Agile Game Development: Tales From The Trenches

By Noel Llopis
12 November 2006


Still curious about how to apply agile development to games? These presentations from Gamefest 2006 and the Montréal Games Summit 2006 give an overview of agile game development, and then get into some of the practices we use at High Moon Studios.


Comments

Page 5: White text on white picture? O_o lol

Posted by: wursel at November 14, 2006 07:56 AM

Yeah, sorry about the white on white. There was an animation in that page, and the text wasn't supposed to be turned on when the picture was there. I guess those are the things lost when you export them to pdf. I figured that was a better format than OO Impress (or MS Powerpoint).

Posted by: Noel Llopis at November 14, 2006 09:57 PM

The Gamefest '06 audio link currently appears to be pointing at a very handy zip file containing XNA and Visual Studio. Any chance of linking to where the audio actually is?

Posted by: Dave Mariner at November 16, 2006 07:46 AM

Dave,

The zip file includes the audio and slides for all the sessions in the XNA and Visual Studio track. My presentation was listed as Intro to Agile Game Development. I know it's a big download, but I'm not sure whether I can make that file available for download by itself.

Posted by: Noel Llopis at November 16, 2006 12:41 PM

Hi Noel,

I've been reading your blog and appreciate the effort you've put into bringing new ideas to the wider audience of the games industry. Thanks.

Perhaps you can help me understand the UnitTest++ philosophy, though? I find myself struggling to believe how you can set up a system that runs several thousand tests in a fraction of a second and tells you anything you didn't already know.

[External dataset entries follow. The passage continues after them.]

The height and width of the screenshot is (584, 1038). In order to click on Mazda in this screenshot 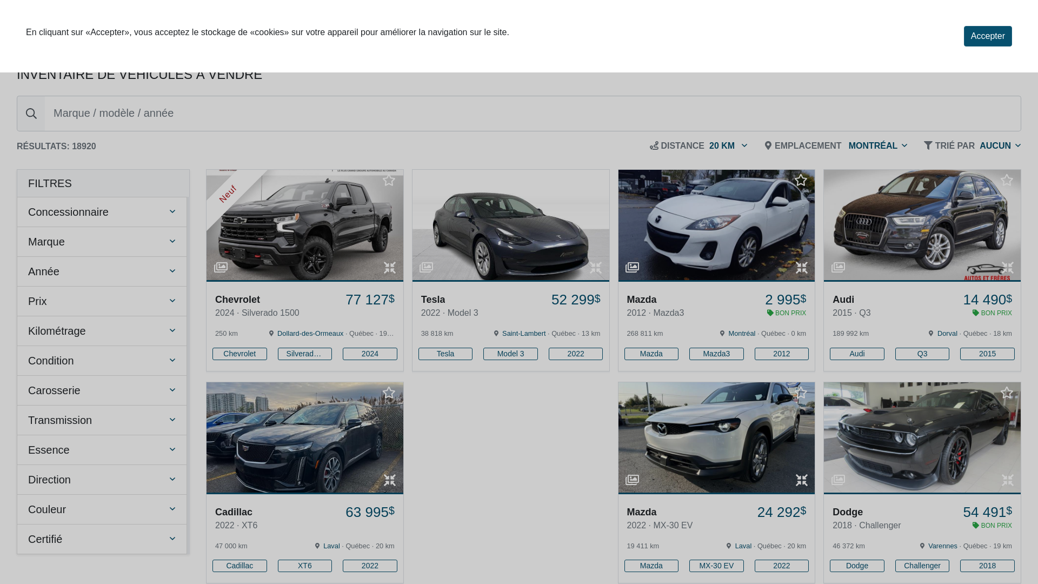, I will do `click(651, 565)`.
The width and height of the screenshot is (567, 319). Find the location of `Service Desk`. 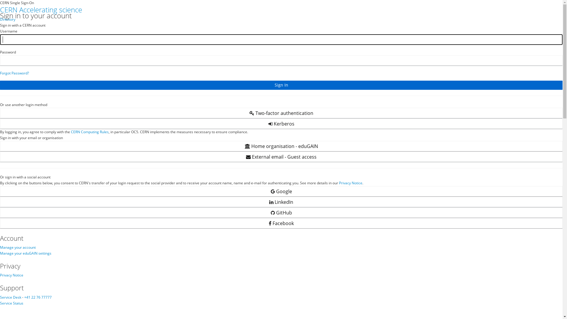

Service Desk is located at coordinates (11, 297).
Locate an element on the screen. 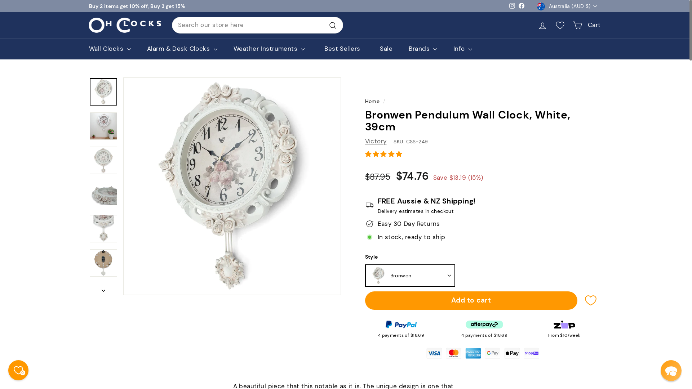  icon-chevron is located at coordinates (103, 288).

I mean, it's either dealing with real game data to do it's tests, in which case, how is it managing to load all that data in fast enough? Or, it's not, in which case it's not telling you anything useful, surely? It's not telling you if your code will behave as it should with real data, it's telling you that your code will behave as it should if provided solely with contrived test data.

Secondly, UnitTesting appears to approach the problem from the bottom-up in comparison to the typical QA approach of tackling if from the top-down (see http://www.romsteady.net/blog/ for interesting perspectives on this). My guess is neither method really catches the "middle-ground" issues that can plague development - large scale quirks that only become apparent when multiple systems interact and are notoriously difficult to describe succinctly in a bug report.

Finally, how would you design a UnitTest to verify that an idle timeout is occuring correctly (e.g. front end menu times-out to play an attract-mode video), without it taking (e.g.) 30 seconds to run? And if it doesn't take 30 seconds to run, what exactly are you testing?